An island in a river

"I went back home, I thought things would be better, but it was more tough then," he looks left to the fibrecrete wall a few metres away, flicks his hands out in a shooing gesture, looks back at me, "so I came back here to South Africa." He used to be a farmer in Zambia. He learnt English because he was a boy scout; his step-father never let him go to school. His friend told him about South Africa, and the two of them plus a cousin made the long trek south.

We're standing looking over the community garden of which he is pioneer and custodian. Inside, is another man about 20 years old. He's from Zim. He doesn't say why he left, only that he did. Things were always going to be better here.

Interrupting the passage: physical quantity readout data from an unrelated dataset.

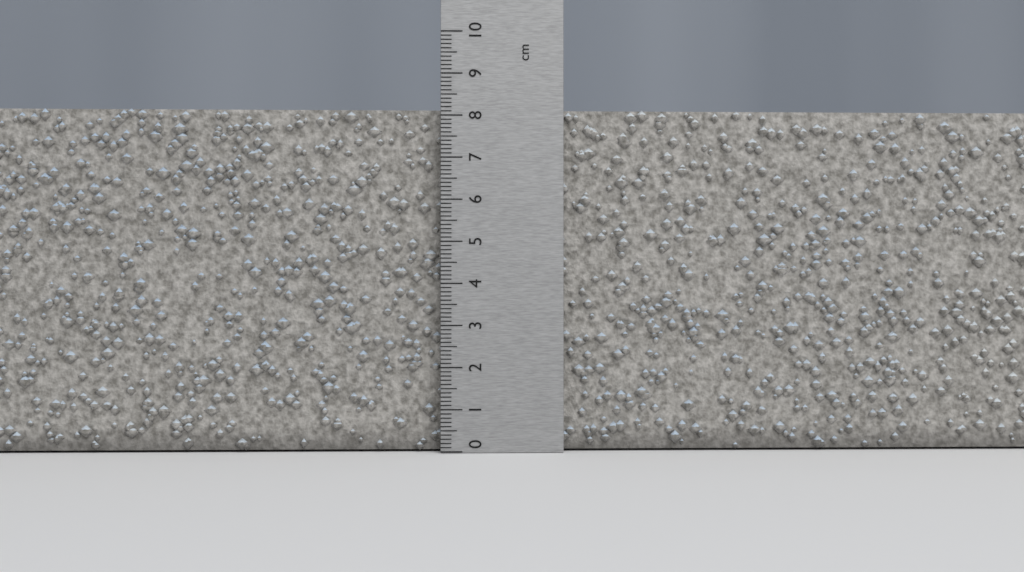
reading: 8.2 cm
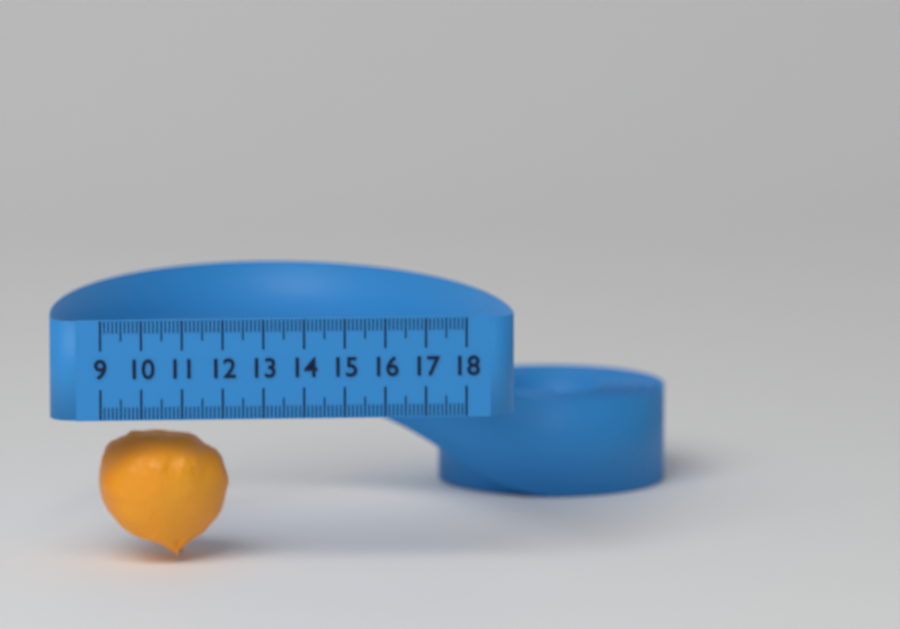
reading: 12.2 (no unit)
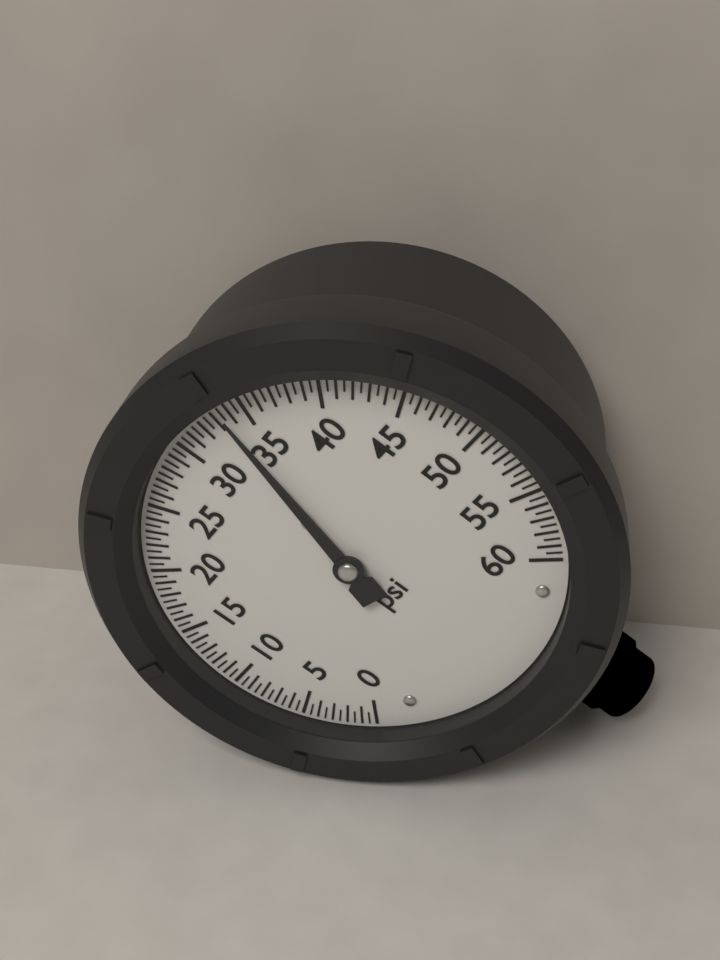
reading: 33.5 psi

He smiles.

Living in a wendy-house, living in a shipping container. On a floor, on a mattras, maybe on a couch. Better here.

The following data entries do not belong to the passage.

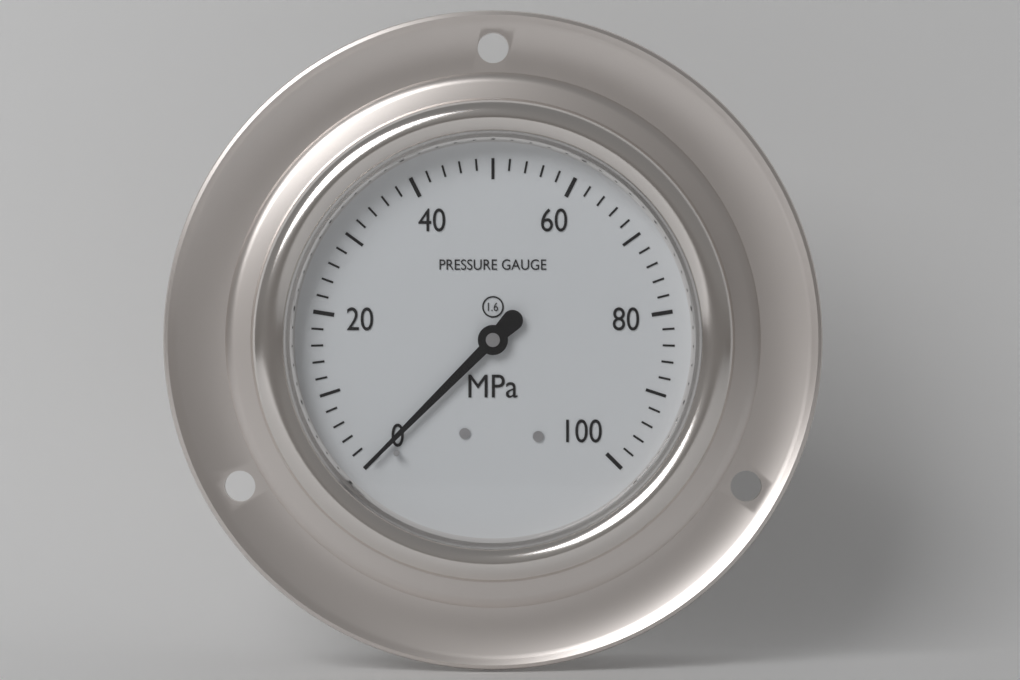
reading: 0 MPa
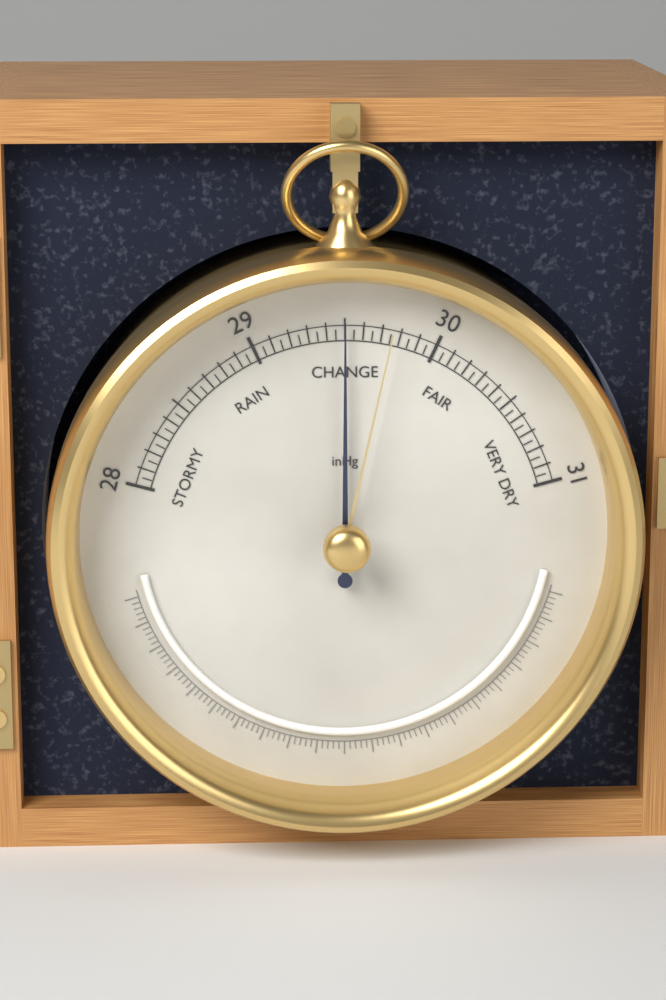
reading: 29.50 inHg
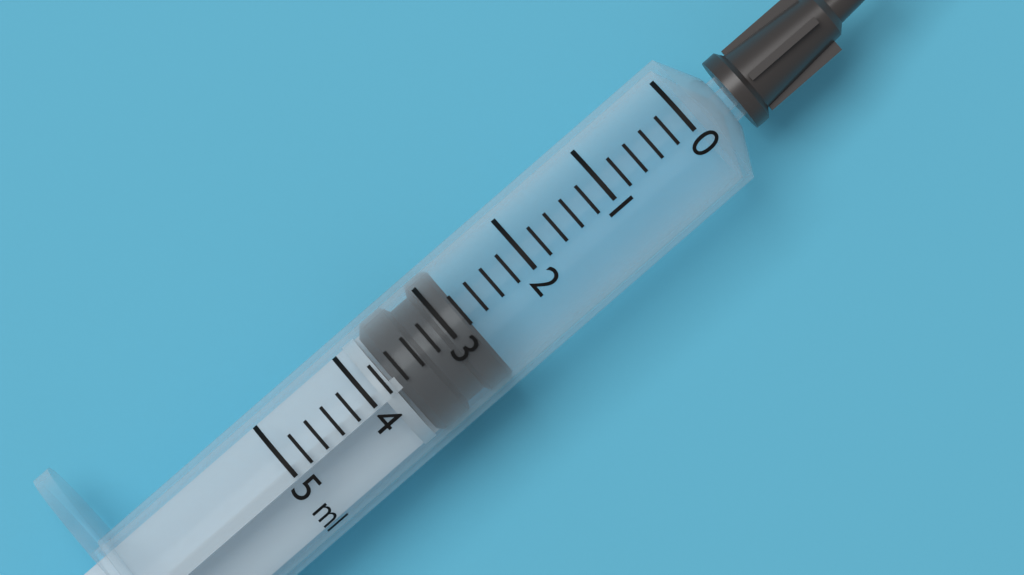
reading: 2.8 ml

"I'm 20 years old and I haven't been on a good path in a while," says a guy with an Afrikaans accent. He's wearing a black beanie, he speaks softly, so softly I can hardly hear him. He's local, from around here. But transient. He's come, gone, come, gone, but now he's back. Crossing the borders of the city like his peers crossed the borders of a country.

"Give me your tired, your poor" said Lady Liberty, "your huddled masses yearning to breathe free."

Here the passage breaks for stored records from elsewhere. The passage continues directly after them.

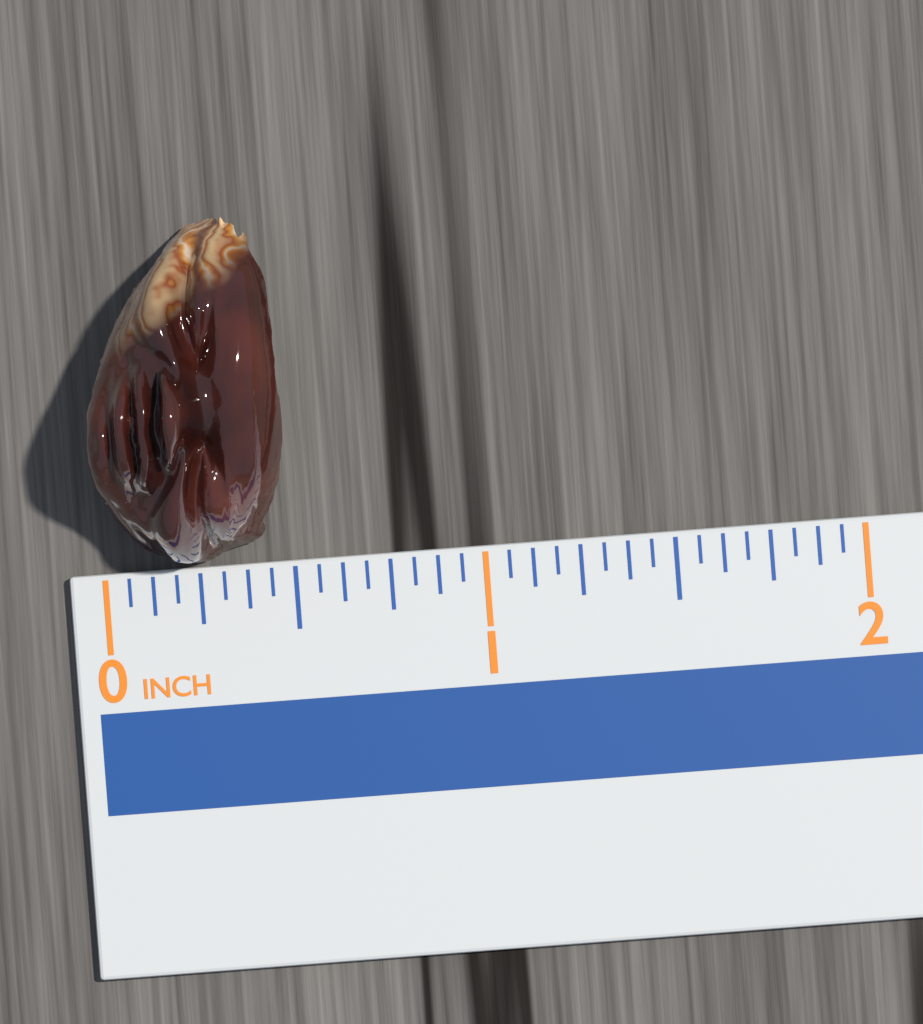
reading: 0.5000 in
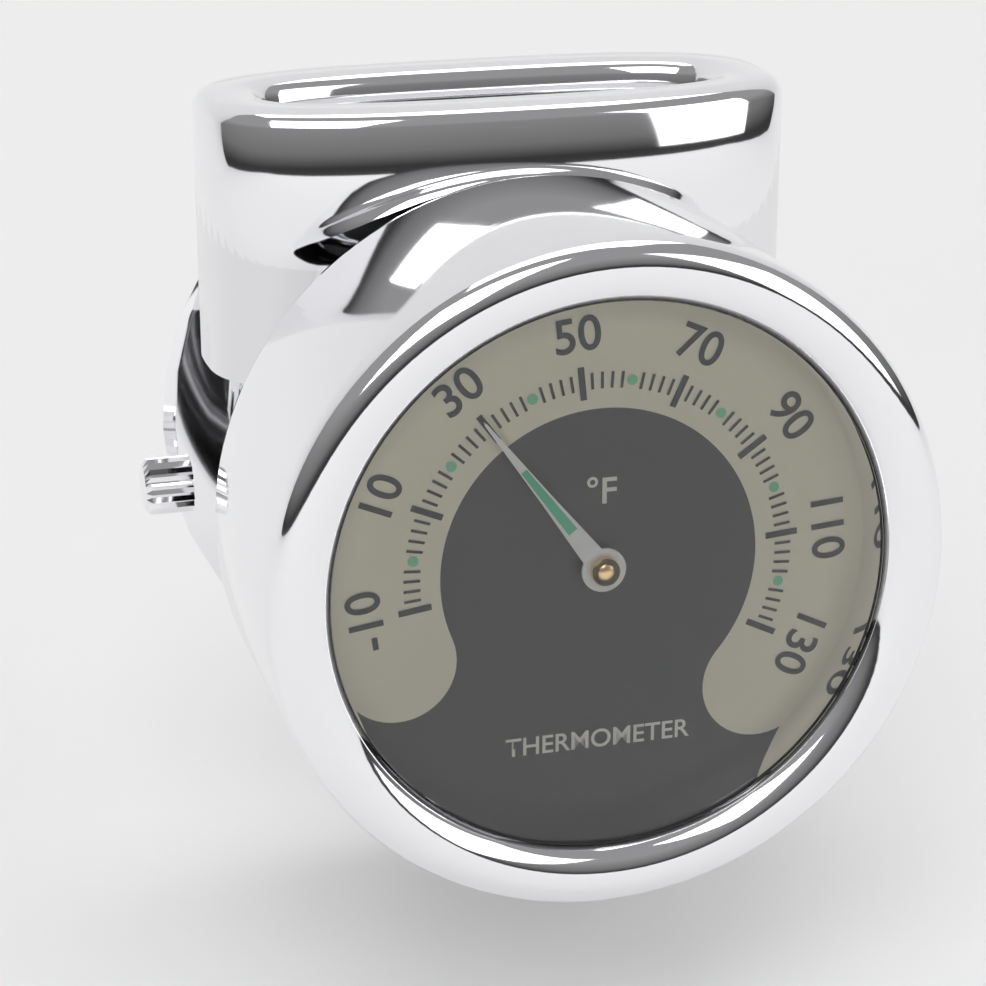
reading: 30 °F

Some community organizations, like this one in Salt River, remind me a little of Ellis Island. "We're like a train station," the director explains to me, "you come to the platform, you get on the train, and then you get off at your destination. You don't stay here and stagnate, you move on." They don't specialize, like so many organizations do, in one group of labels. Here, they do them all. The homeless, the destitute, the poor, the exiled. "We aren't the only NGO in the area," the director waves her hands over her shoulder, "but we never turn anyone away." It means that their programmes are diverse, disparate, a baggie of puzzle pieces that don't all build the same puzzle.

But baggie's of mismatched puzzle pieces is what built the most powerful state in the world. So maybe it's ok for Salt River too.

As I walk back to the Main Road to catch a taxi back to the office, the wind blows empty milk bottles and chip packets over the road. The two women walking in front of me are too deep in conversation to notice.